Segmentation is the single biggest lever in email marketing. Here’s how to segment based on what customers do, who they are, and where they are in the journey.
Why Segmentation Wins
Blasting the whole list with the same message gets 1–2% click rates. Segmented campaigns routinely hit 5–10%. The math: a list of 10,000 at 1% = 100 clicks; a segmented list of 2,000 at 7% = 140 clicks — fewer sends, more results. Segmentation also reduces unsubscribes because subscribers get relevant content. Every segment you build pays dividends for every future send.
Behavioral Segments
Segment by what users do: openers vs non-openers, clickers vs non-clickers, purchasers vs browsers, high-value vs low-value customers, repeat vs one-time buyers. Behavioral segments are the most predictive — past behavior beats stated preferences. Create segments for ‘clicked but didn’t purchase last 30 days,’ ‘opened 5+ emails but never clicked,’ ‘bought twice but not in 90 days.’ Each gets different content.
Demographic Segments
Segment by job title, company size, geography, industry, age range (where you have data). Demographic segments are useful for value propositions — a CFO reads different subject lines than a marketing manager. Don’t over-segment: if you’re sending 10 versions of the same email, you’re making work without making more revenue. Combine demographics with behavior for the best results.
Lifecycle Segments
New subscribers (0–30 days): educate and engage. Engaged subscribers (opened or clicked in 30 days): promote and convert. At-risk (no opens/clicks in 60–90 days): re-engage with special content or offers. Lapsed (no activity 90–180 days): win-back campaign. Inactive 180+ days: sunset or remove. Different lifecycle stages respond to different messages — pushing offers to lapsed users wastes sends.
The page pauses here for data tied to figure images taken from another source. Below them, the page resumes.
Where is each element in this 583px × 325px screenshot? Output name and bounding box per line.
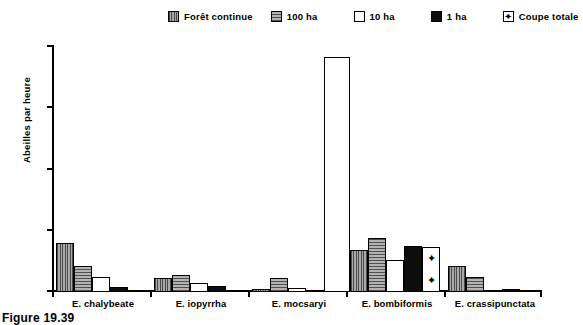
plot-area: E. chalybeate E. iopyrrha ✦✦✦✦✦ [52,45,542,292]
bar-e-chalybeate-foret-continue[interactable] [56,243,74,292]
x-axis-label-e-bombiformis: E. bombiformis [362,298,433,309]
legend-label-10-ha: 10 ha [370,11,395,22]
bar-group-e-chalybeate [56,45,150,292]
legend-swatch-foret-continue-icon [168,11,179,22]
bar-e-crassipunctata-foret-continue[interactable] [448,266,466,292]
bar-e-mocsaryi-100-ha[interactable] [270,278,288,292]
y-axis-title: Abeilles par heure [21,77,32,163]
bar-group-e-mocsaryi: ✦✦✦✦✦ ✦✦✦✦✦ [252,45,346,292]
highlight-box-e-mocsaryi-coupe-totale [324,57,350,292]
bar-group-e-iopyrrha [154,45,248,292]
bar-e-iopyrrha-1-ha[interactable] [208,286,226,292]
bar-e-iopyrrha-foret-continue[interactable] [154,278,172,292]
bar-group-e-crassipunctata [448,45,542,292]
bar-e-mocsaryi-10-ha[interactable] [288,288,306,292]
legend-label-100-ha: 100 ha [287,11,318,22]
star-pattern-icon: ✦✦ [423,248,439,291]
legend-item-coupe-totale: Coupe totale [503,11,579,22]
x-axis-label-e-crassipunctata: E. crassipunctata [455,298,535,309]
bar-e-chalybeate-100-ha[interactable] [74,266,92,292]
figure-caption: Figure 19.39 [2,311,74,325]
legend-label-1-ha: 1 ha [447,11,467,22]
bar-e-chalybeate-1-ha[interactable] [110,287,128,292]
x-axis-label-e-chalybeate: E. chalybeate [72,298,134,309]
bar-e-crassipunctata-10-ha[interactable] [484,290,502,292]
bar-e-iopyrrha-10-ha[interactable] [190,283,208,292]
y-tick-2 [47,229,53,231]
x-tick-4 [444,290,446,297]
legend-item-10-ha: 10 ha [354,11,395,22]
bar-e-crassipunctata-1-ha[interactable] [502,289,520,292]
legend-swatch-1-ha-icon [431,11,442,22]
x-tick-0 [52,290,54,297]
bar-e-chalybeate-10-ha[interactable] [92,277,110,292]
x-tick-1 [150,290,152,297]
bar-e-mocsaryi-1-ha[interactable] [306,290,324,292]
bar-e-bombiformis-coupe-totale[interactable]: ✦✦ [422,247,440,292]
x-axis-label-e-iopyrrha: E. iopyrrha [176,298,227,309]
legend-label-coupe-totale: Coupe totale [519,11,579,22]
x-tick-2 [248,290,250,297]
legend-item-1-ha: 1 ha [431,11,467,22]
legend-label-foret-continue: Forêt continue [184,11,253,22]
legend-swatch-100-ha-icon [271,11,282,22]
chart-legend: Forêt continue 100 ha 10 ha 1 ha Coupe t… [168,11,583,22]
legend-item-foret-continue: Forêt continue [168,11,253,22]
legend-swatch-coupe-totale-icon [503,11,514,22]
bar-e-bombiformis-100-ha[interactable] [368,238,386,292]
y-tick-6 [47,106,53,108]
bar-e-bombiformis-foret-continue[interactable] [350,250,368,292]
legend-swatch-10-ha-icon [354,11,365,22]
bar-e-crassipunctata-100-ha[interactable] [466,277,484,292]
bar-e-bombiformis-1-ha[interactable] [404,246,422,292]
legend-item-100-ha: 100 ha [271,11,318,22]
y-tick-4 [47,168,53,170]
y-tick-8 [47,45,53,47]
bar-e-iopyrrha-100-ha[interactable] [172,275,190,292]
bar-e-mocsaryi-foret-continue[interactable] [252,289,270,292]
x-axis-label-e-mocsaryi: E. mocsaryi [272,298,326,309]
bar-group-e-bombiformis: ✦✦ [350,45,444,292]
bar-e-bombiformis-10-ha[interactable] [386,260,404,292]
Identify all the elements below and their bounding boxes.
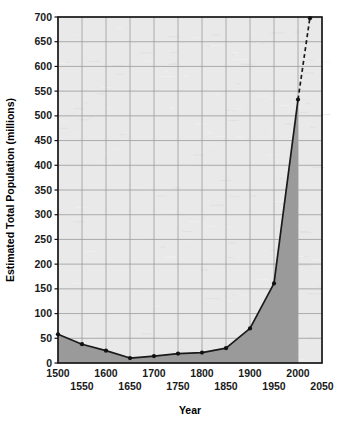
y-tick-label: 650 [34,35,52,47]
x-tick-label: 1800 [190,367,214,379]
y-axis-title: Estimated Total Population (millions) [4,98,16,282]
x-tick-label: 1550 [70,380,94,392]
y-tick-label: 450 [34,134,52,146]
x-axis-tick-labels: 1500155016001650170017501800185019001950… [46,367,334,392]
x-tick-label: 1500 [46,367,70,379]
x-axis-title: Year [179,404,201,416]
x-tick-label: 2050 [310,380,334,392]
x-tick-label: 1600 [94,367,118,379]
y-tick-label: 200 [34,258,52,270]
population-chart: 0501001502002503003504004505005506006507… [0,0,341,431]
y-tick-label: 500 [34,109,52,121]
y-tick-label: 700 [34,11,52,23]
y-tick-label: 150 [34,282,52,294]
x-tick-label: 1950 [262,380,286,392]
y-tick-label: 400 [34,159,52,171]
x-tick-label: 1650 [118,380,142,392]
y-tick-label: 600 [34,60,52,72]
y-tick-label: 100 [34,307,52,319]
y-tick-label: 50 [40,332,52,344]
x-tick-label: 2000 [286,367,310,379]
y-tick-label: 300 [34,208,52,220]
y-tick-label: 550 [34,85,52,97]
x-tick-label: 1700 [142,367,166,379]
x-tick-label: 1850 [214,380,238,392]
y-tick-label: 350 [34,184,52,196]
y-tick-label: 250 [34,233,52,245]
y-axis-tick-labels: 0501001502002503003504004505005506006507… [34,11,58,369]
x-tick-label: 1750 [166,380,190,392]
chart-canvas: 0501001502002503003504004505005506006507… [0,0,341,431]
x-tick-label: 1900 [238,367,262,379]
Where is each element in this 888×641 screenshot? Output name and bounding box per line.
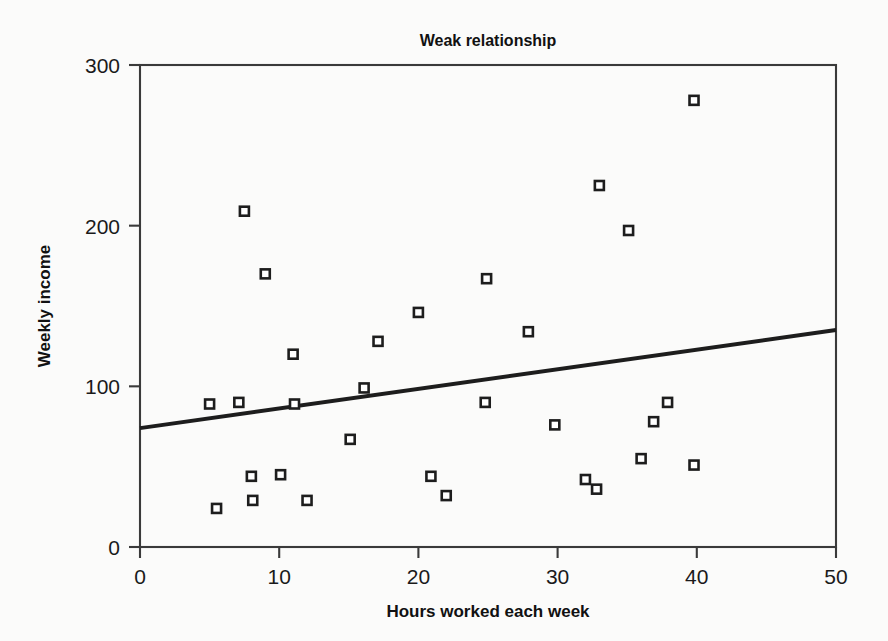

How to Collect Segmentation Data
Signup forms: ask 1–2 questions beyond email (industry, role, interest). Behavior tracking: web visits, email opens, purchases. Surveys: monthly preference check-ins with existing subscribers. Progressive profiling: ask different questions over time instead of 20 fields upfront. Don’t ask for data you won’t use; every field on a signup form drops conversion 5–10%.
Integrating Segments with Automation
Segments power automation. Example: a subscriber in ‘clicked but didn’t purchase’ segment hits cart abandonment — send a slightly different sequence than a first-timer. VIP segment hits win-back — send a personal email from a human, not a template. The real power of email is behavioral + lifecycle segments feeding behaviorally-triggered automations. This combination is why mature email programs generate 30%+ of ecommerce revenue.